KELPS: A Framework for Verified Multi-Language Autoformalization via Semantic-Syntactic Alignment
Jiyao Zhang, Chengli Zhong, Hui Xu, Qige Li, Yi Zhou
cs.CL
Jul 11, 2025 · v1
TL;DR
KELPS translates informal math into Lean, Coq, and Isabelle via Knowledge Equations, producing a verified multilingual parallel corpus.
Abstract
Modern large language models (LLMs) show promising progress in formalizing informal mathematics into machine-verifiable theorems. However, these methods still face bottlenecks due to the limited quantity and quality of multilingual parallel corpora.
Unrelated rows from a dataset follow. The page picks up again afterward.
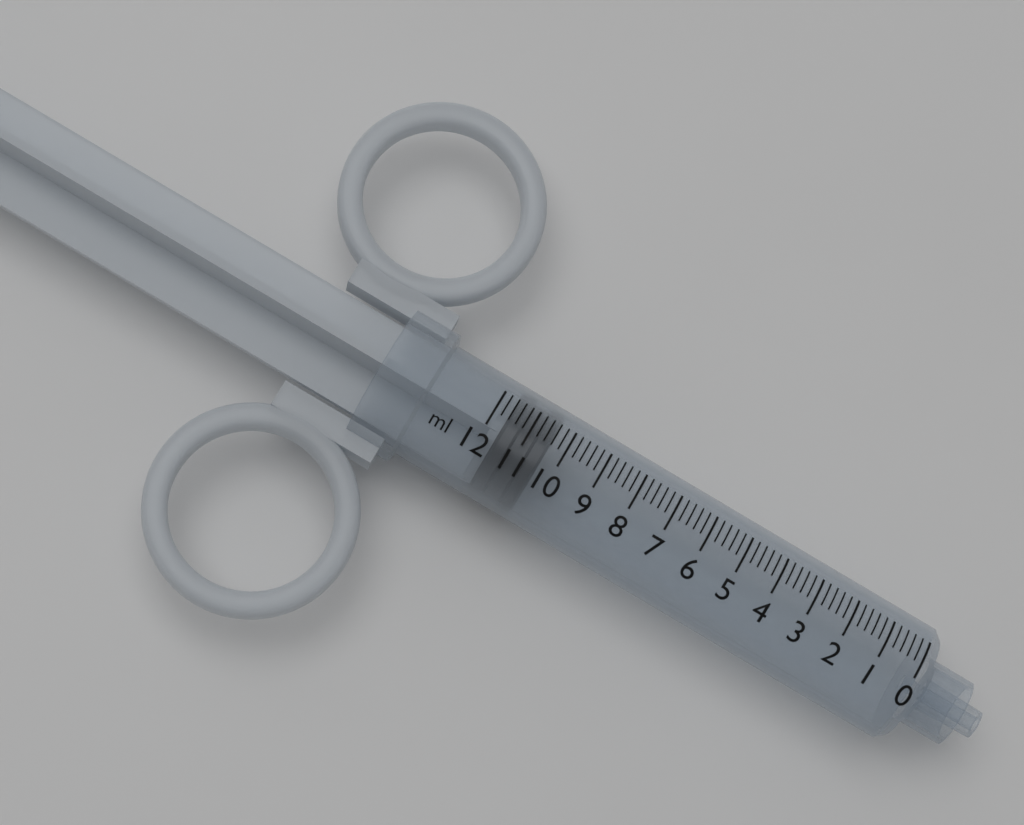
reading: 10.4 ml
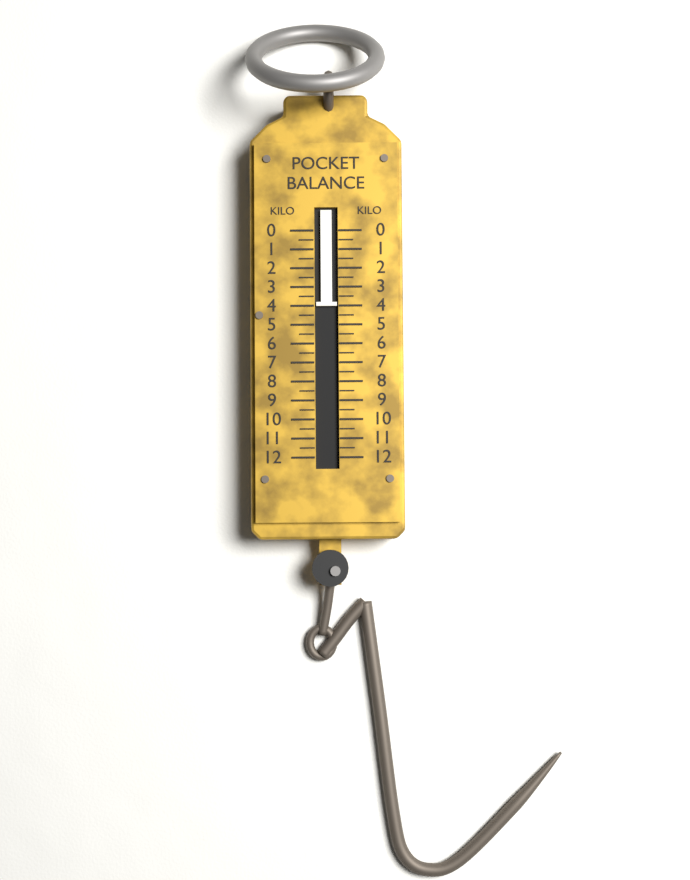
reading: 4.0 kg
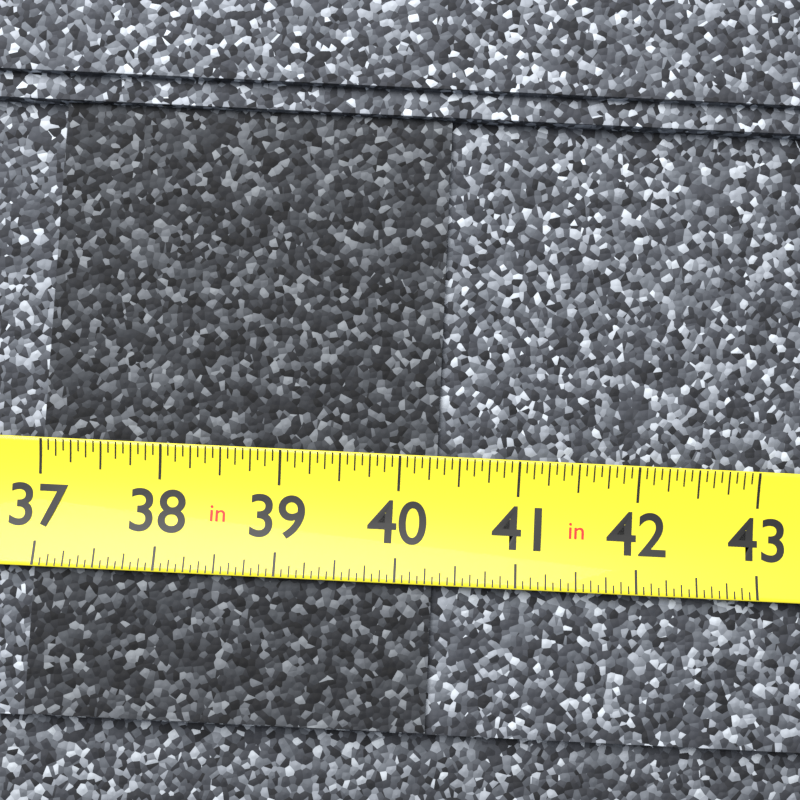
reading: 40.3125 in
In this paper, we propose a novel neuro-symbolic framework KELPS (Knowledge-Equation based Logical Processing System) to address these problems. KELPS is an iterative framework for translating, synthesizing, and filtering informal data into multiple formal languages (Lean, Coq, and Isabelle). First, we translate natural language into Knowledge Equations (KEs), a novel language that we designed, theoretically grounded in assertional logic. Next, we convert them to target languages through rigorously defined rules that preserve both syntactic structure and semantic meaning. This process yielded a parallel corpus of over 60,000 problems. Our framework achieves 88.9% syntactic accuracy (pass@1) on MiniF2F, outperforming SOTA models such as Deepseek-V3 (81%) and Herald (81.3%) across multiple datasets. All datasets and codes are available in the supplementary materials.
Problem
Autoformalization methods face bottlenecks due to limited quantity and quality of multilingual parallel corpora between natural language and formal proof languages (Lean, Coq, Isabelle).
Approach
The authors propose KELPS (Knowledge-Equation based Logical Processing System), an iterative neuro-symbolic framework for translating informal mathematics into multiple formal languages. KELPS first translates natural language into Knowledge Equations (KEs), an intermediate representation grounded in assertional logic. KEs are then converted to target languages (Lean, Coq, Isabelle) through rigorously defined rules preserving syntactic structure and semantic meaning. The process yields a parallel corpus of over 60,000 problems.
Results
KELPS achieves 88.9% syntactic accuracy (pass@1) on MiniF2F, outperforming DeepSeek-V3 (81%) and Herald (81.3%) across multiple datasets. The framework produces verified formalizations in Lean, Coq, and Isabelle simultaneously from the same intermediate representation.